Bold claim: a gold-buying surge is propelling Thailand’s leading gold trader toward an all-time revenue high. The country’s top gold house, Hua Seng Heng, audited by its chief executive Tanarat Pasawongse, is projected to generate as much as 5 trillion baht ($157 billion) in revenue this year due to unprecedented gold prices and a strong wave of retail buying. This figure would surpass even the Thai government’s FY2026 expenditure plan of around 3.8 trillion baht, underscoring how widespread demand is for gold as a store of wealth in a context of low interest rates and a stoic stock market.
What’s driving this momentum? A combination of elevated gold prices that attract new buyers, rising confidence in physical gold as a hedge, and a broader cultural propensity to invest in tangible assets during uncertain times. For many Thais, gold remains a familiar, accessible means to preserve wealth when other assets wobble.

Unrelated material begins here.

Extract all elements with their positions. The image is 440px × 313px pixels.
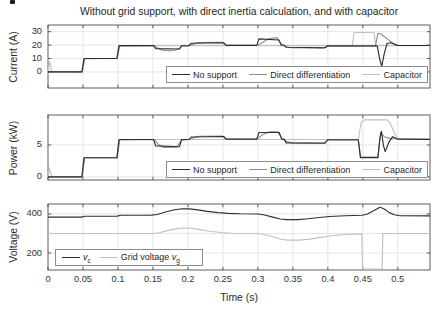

Yet this trend raises timely questions. Is the enthusiasm for gold sustainable if prices retreat, or could a sharp correction squeeze retail demand and retailer margins? How might broader macro factors—such as inflation, currency movements, or policy shifts—reshape Thailand’s gold market in the coming months? Share your views on whether gold will keep leading consumer spending, or if other investments will regain traction as the year advances.